What distinguishes Canada’s characteristic policy process is its quintessential ambivalence: ambivalence about the appropriate role of the state, about definitions of political community, and about individual and collective values and conceptions of rights. Embedded in the country’s political institutions, it has deep roots in Canada’s relationship to the United States, its history of English-French tensions, and its regional diversity.

Examining in particular the delicate federal-provincial division of power and the legislative-judicial relationship, Tuohy discusses how the constitutional debates of the 1980s and 1990s are testing Canada’s institutions to resolve conflict.
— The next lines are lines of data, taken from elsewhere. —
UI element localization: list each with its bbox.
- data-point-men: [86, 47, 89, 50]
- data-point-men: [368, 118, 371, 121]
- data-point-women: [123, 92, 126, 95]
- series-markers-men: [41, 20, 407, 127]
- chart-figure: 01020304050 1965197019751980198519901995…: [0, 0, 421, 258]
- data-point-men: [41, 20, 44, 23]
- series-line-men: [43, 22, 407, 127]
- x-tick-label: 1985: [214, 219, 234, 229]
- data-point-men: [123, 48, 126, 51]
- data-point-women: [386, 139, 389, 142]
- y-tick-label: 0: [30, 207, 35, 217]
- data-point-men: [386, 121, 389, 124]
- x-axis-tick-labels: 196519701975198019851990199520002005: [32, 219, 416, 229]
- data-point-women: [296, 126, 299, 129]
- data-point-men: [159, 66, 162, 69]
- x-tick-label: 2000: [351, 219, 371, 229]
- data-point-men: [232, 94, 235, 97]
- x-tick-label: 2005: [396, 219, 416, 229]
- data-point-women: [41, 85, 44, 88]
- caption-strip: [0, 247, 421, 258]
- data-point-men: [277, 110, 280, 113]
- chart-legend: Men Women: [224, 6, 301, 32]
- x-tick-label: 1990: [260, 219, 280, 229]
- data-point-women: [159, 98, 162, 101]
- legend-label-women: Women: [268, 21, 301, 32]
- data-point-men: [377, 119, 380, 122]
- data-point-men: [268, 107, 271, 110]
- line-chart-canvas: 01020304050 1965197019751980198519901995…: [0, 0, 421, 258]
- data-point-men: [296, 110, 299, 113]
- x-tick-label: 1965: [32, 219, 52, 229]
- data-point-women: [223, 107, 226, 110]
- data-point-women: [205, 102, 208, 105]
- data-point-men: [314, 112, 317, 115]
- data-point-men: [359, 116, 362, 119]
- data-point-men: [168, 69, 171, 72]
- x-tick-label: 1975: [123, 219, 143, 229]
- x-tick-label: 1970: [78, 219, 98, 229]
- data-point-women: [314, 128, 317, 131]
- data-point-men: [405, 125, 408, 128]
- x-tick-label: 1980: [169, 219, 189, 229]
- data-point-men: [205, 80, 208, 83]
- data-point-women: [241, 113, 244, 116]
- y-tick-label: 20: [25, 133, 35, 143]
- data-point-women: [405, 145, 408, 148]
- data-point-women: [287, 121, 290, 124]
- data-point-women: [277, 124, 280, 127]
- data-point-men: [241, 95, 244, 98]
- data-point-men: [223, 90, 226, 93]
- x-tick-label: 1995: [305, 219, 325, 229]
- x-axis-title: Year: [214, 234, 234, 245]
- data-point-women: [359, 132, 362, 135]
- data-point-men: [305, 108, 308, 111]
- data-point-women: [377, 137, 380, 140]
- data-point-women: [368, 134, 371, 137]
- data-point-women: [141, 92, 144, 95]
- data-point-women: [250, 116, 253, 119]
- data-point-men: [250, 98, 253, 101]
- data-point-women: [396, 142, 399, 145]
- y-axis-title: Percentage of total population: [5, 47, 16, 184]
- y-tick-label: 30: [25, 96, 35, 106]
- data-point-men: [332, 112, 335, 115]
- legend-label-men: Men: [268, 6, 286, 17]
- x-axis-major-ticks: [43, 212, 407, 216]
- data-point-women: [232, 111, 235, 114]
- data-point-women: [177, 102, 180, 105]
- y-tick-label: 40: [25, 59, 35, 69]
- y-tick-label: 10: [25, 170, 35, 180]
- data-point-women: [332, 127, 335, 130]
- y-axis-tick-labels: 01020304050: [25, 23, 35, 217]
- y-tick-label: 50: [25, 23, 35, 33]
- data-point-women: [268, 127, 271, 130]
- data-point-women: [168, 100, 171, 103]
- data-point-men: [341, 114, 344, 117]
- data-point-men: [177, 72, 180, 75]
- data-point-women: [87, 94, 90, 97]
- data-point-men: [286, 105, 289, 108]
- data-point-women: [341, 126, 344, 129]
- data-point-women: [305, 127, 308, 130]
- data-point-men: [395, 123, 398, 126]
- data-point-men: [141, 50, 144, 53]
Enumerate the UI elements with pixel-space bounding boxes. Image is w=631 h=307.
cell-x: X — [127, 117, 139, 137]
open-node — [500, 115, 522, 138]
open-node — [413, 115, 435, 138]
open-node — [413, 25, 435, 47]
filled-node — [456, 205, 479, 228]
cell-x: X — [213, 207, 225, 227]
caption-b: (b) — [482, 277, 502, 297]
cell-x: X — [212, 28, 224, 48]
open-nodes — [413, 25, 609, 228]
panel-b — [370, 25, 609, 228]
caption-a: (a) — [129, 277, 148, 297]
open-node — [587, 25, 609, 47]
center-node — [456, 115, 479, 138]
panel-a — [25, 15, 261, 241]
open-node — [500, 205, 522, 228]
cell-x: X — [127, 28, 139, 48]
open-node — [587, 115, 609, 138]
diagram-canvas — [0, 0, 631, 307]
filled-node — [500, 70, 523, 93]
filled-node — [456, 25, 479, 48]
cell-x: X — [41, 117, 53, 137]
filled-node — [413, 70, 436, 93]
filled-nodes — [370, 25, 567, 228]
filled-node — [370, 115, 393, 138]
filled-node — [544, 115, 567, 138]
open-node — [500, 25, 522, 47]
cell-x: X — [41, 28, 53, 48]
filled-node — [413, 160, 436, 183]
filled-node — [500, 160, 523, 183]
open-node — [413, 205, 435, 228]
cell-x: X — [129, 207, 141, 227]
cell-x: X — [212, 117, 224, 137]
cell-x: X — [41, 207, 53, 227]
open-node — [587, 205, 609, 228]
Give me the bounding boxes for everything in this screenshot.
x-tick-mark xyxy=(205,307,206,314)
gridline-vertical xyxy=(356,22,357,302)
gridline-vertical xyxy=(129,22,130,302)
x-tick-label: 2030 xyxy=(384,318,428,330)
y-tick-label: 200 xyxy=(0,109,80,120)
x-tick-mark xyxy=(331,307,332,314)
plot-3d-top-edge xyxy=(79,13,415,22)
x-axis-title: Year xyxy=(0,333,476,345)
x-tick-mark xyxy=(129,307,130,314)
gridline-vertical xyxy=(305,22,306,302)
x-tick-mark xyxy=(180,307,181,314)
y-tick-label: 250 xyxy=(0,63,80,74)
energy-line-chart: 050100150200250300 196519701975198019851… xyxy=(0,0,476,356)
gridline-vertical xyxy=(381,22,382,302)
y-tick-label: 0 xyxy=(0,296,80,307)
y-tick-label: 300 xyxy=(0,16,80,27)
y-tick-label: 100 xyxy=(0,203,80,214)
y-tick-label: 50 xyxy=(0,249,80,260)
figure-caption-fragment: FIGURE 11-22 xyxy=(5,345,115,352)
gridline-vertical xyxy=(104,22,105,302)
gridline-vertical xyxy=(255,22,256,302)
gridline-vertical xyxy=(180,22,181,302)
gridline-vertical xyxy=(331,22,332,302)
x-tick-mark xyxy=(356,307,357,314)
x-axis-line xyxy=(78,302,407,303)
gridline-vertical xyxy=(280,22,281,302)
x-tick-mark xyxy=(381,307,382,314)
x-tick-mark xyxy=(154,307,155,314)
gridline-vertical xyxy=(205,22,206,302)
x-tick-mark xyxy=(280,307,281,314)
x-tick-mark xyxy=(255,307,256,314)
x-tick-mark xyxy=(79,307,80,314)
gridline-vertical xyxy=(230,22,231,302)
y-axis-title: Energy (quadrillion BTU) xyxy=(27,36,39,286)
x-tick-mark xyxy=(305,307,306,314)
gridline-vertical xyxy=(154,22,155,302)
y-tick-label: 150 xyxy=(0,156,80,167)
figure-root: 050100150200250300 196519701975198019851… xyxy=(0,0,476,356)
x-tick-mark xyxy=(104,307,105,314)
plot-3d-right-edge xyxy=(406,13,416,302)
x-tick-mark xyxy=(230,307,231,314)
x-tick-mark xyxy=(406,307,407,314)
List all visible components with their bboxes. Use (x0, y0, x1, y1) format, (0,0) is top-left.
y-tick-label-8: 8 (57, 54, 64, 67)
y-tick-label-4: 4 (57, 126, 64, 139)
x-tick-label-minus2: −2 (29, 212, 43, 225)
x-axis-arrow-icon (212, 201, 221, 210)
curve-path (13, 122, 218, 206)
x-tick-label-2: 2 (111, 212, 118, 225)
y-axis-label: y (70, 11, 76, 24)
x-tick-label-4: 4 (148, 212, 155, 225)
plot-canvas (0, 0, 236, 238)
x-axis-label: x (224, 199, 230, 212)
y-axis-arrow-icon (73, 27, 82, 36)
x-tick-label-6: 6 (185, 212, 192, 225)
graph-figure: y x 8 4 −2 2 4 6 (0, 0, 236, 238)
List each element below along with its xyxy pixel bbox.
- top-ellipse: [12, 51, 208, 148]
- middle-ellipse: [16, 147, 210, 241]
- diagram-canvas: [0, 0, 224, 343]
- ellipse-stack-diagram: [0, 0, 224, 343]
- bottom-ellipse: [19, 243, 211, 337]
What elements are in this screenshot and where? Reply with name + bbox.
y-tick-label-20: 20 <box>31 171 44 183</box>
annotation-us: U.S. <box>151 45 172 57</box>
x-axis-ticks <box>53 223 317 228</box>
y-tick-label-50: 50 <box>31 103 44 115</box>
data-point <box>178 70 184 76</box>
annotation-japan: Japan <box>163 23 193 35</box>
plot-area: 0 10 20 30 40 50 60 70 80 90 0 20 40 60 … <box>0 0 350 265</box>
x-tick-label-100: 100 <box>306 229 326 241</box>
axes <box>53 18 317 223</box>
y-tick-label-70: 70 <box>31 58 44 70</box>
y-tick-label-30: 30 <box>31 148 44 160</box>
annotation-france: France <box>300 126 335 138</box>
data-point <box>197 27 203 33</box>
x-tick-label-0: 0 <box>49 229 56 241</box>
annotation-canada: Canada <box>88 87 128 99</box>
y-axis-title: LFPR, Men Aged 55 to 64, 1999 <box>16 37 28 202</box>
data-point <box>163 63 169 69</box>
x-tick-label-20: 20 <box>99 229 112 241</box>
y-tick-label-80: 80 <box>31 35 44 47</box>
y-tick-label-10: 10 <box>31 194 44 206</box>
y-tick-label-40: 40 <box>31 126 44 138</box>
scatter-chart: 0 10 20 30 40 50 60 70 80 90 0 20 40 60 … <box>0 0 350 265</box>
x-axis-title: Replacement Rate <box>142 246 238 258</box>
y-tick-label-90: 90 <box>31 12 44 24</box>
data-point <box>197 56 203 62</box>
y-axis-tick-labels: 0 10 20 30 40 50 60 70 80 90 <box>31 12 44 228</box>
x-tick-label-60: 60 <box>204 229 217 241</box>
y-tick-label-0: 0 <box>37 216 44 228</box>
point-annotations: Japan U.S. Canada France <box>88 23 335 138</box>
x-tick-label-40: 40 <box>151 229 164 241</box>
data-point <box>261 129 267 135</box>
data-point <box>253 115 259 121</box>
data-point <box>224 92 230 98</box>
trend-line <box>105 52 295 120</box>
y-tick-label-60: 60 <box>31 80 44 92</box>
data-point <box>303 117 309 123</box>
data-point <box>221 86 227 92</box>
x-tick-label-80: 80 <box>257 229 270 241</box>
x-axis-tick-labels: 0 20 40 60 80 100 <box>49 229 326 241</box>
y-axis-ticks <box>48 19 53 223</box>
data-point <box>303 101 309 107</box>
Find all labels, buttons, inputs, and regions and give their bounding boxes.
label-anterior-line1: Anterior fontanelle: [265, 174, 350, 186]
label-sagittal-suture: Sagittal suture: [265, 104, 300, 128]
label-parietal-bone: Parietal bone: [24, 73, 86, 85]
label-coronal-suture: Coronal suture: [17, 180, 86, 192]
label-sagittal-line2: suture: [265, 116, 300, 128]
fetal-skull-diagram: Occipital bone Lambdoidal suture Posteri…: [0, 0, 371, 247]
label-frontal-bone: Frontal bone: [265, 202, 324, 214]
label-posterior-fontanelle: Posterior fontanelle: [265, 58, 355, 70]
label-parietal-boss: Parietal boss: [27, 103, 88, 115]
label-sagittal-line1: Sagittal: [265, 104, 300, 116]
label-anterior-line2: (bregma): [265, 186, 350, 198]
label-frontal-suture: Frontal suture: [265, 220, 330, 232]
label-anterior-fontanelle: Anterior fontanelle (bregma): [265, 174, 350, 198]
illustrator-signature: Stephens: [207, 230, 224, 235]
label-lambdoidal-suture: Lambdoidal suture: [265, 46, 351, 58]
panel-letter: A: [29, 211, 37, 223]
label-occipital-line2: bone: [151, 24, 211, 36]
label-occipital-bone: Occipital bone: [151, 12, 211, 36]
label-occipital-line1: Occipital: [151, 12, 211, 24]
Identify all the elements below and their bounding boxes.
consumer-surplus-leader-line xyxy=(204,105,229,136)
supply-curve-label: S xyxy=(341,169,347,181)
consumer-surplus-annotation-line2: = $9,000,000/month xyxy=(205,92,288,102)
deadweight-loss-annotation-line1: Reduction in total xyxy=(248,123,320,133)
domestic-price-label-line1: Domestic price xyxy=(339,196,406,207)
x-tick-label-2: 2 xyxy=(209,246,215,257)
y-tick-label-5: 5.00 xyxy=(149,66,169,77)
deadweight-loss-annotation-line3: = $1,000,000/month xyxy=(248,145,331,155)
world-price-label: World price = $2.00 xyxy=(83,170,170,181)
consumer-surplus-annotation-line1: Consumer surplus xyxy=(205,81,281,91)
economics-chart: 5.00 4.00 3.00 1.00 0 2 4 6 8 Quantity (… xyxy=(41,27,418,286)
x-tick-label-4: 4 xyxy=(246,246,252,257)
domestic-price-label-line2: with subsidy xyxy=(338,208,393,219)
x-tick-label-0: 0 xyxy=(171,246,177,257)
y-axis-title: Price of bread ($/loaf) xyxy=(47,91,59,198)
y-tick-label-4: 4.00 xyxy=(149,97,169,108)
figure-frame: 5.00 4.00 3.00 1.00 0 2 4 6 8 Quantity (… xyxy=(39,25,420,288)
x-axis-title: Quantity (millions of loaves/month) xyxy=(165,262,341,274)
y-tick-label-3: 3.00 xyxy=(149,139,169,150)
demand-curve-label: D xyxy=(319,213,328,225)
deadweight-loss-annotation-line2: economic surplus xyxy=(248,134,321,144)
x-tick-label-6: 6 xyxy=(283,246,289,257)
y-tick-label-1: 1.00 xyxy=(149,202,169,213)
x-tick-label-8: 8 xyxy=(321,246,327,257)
Tuohy is the co-editor of Exploring Social Insurance: Can a Dose of Europe Cure Canadian Health Care Finance? (Montreal: McGill-Queen’s University Press, 2008).

Publisher’s Summary:

Sustainability, quality, and accessibility are vital questions in Canadian health care. All Canadian governments, concerned about the growing share of the public budget absorbed by health care, are questioning the sustainability of the present system. How can we maintain and improve access to health care services of appropriate quality while ensuring sustainability? If there is one consolation to Canadian governments as they wrestle with the future of Medicare, it is that sustainability concerns are not unique to Canada but affect all countries, regardless of the level of private financing in a system. Some countries, however – particularly social insurance countries in Northern Europe such as Germany and France – manage to achieve universal access without wrestling with waiting lists, while providing a wide range of services. This book examines whether the grail of sustainability, quality, and accessibility could be better achieved through a marriage of the traditional Canadian model with elements of a European system.

Contributors include Sherry Glied (Columbia), Stefan Gress (Duisburg-Essen), Morley Gunderson and Doug Hyatt (Toronto), Tim Jost (Washington and Lee Universities), Ted Marmor (Yale), Jack Mintz (Toronto), Steve Morgan (UBC), Terry Sullivan (Cancer Care Ontario), Joe White (Case Western Reserve University), and Wynand Van de Ven (Erasmus).